Elixir's also got really, really good observability defaults. It's inherently well-suited to the technical problems with telemetry – running a separate process that the main process passes messages to is just, like, what Elixir does, man – and the ecosystem does some really clever stuff with that capability – Phoenix applications come with a nice little dashboard view with all the logs and metrics out of the box.

The best part, though, is the Telemetry package. It's the only package that I have ever seen take the right approach to generating metrics. When you're writing code you don't interact with metrics directly, instead:

Metrics are aggregations of Telemetry events with specific name, providing a view of the system's behaviour over time.

I don't say this lightly but: This is objectively correct.

Metrics are aggregates, but this tends not to be how developers model them, especially if they're not regularly elbows-deep in their metrics dashboard. Developers – at least in my experience – tend to think about the data their system is emitting in terms of events. I've made this mistake myself – used a counter to model an event by emitting a "1" for success and a "0" for failure, and then gotten deeply confused when sometimes that counter showed "0.5" after the event got ingested by our metrics system.

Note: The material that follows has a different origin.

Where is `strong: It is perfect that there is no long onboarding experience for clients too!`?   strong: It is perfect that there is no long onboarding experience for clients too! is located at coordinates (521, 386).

Having developers instrument their code with events, and then calculate the aggregations of those events and emit metrics, is a really sensible default that I hope more metrics packages adopt.


Then there's the BEAM. Oh man, is there the BEAM.

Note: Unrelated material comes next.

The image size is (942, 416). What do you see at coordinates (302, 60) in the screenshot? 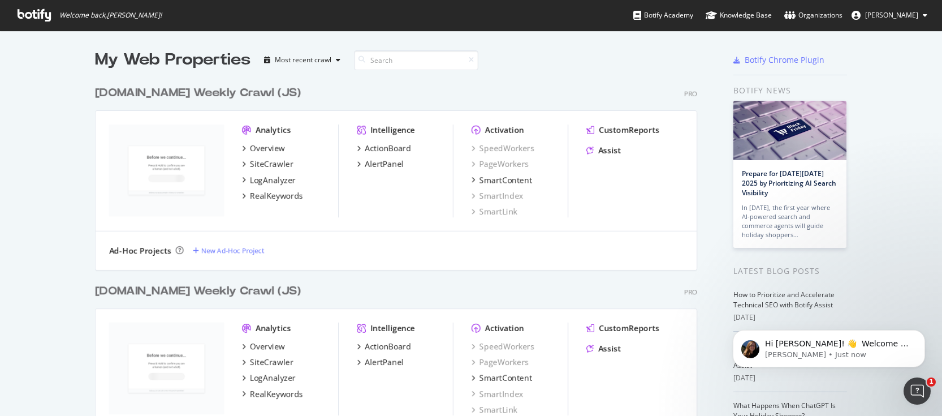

I'm a distributed systems nerd and I love thinking about how complex systems fail so I enjoy learning about the BEAM and agree with a lot of the philosophy behind it, but I'm not going to write about that today – we're already 1000 words in and I have Friday night to get to.

Instead I want to talk about this table from Elixir in Action, and the implications it has for application development, especially early in an application's lifecycle, or when you're building and running a lot of similar applications.

Technical requirement

Server A

Server B

HTTP server

Nginx and Phusion Passenger

Erlang

Request processing

Ruby on Rails

Erlang

Long-running requests

Go

Erlang

Server-wide state

Redis

Erlang

Persistable data

Redis and MongoDB

Erlang

Background jobs

Cron, Bash scripts, and Ruby

Erlang

Service crash recovery

Upstart

Erlang

In a lot of cases, the services in column A will be better than the services in column B in some specific way that matters for a particular application. Using a BEAM language allows you to delay the decision about how to solve a particular problem, because the BEAM gives you a "good enough" solution to get started.

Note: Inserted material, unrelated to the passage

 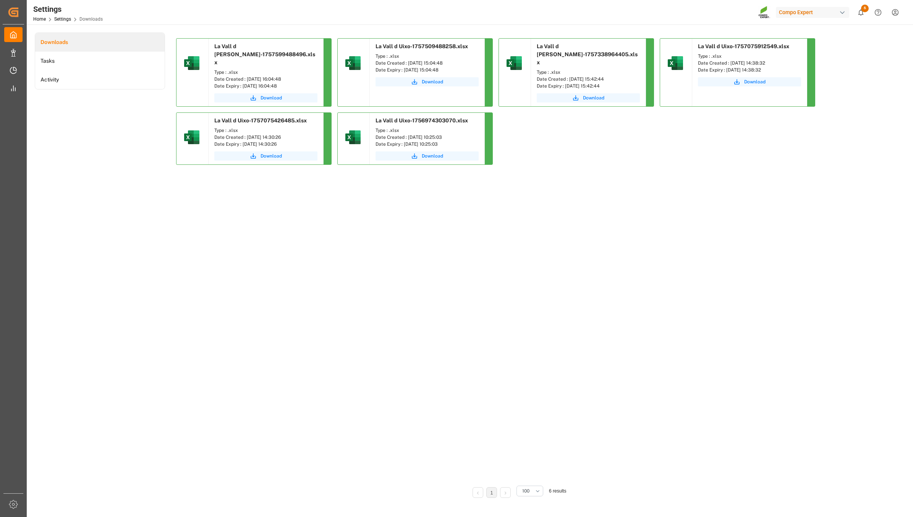 I want to click on span: 6, so click(x=865, y=8).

This is really attractive to me for me as a prototyping toolkit – I can get an app up and running that, say, shares state across client sessions, without having to deploy, configure, or otherwise think about what service I'm going to use for holding that cache. By learning how to debug and operate Elixir and its concurrency model – OTP – I get access to a production-useable version of a bunch of specialized capabilities that I would otherwise need dedicated software for.

It's also attractive as someone who is slowly building up a small fleet of disparate applications. Groups of apps are easier to operate the more similar they are, and using Elixir lets me do a ton of different things with apps that are essentially identical operationally. (I know of at least one consultancy that's exploring a model where they build and run client applications, and they primarily use Elixir. I don't know for sure that this is why, but it's why I'd use Elixir in such a situation.)

I'm generally pretty reluctant to add new data services to a stack, if I can help it. This feels like it makes me a bit weird these days – it seems like every system these days has multiple databases, an ETL pipeline, some kind of queue – but every time I add a new piece of tech I'm thinking, "Ugh, this is going to be such a pain to debug the first few times something goes wrong." Especially if they're doing anything distributed or stateful.


What's bringing you joy in technology these days?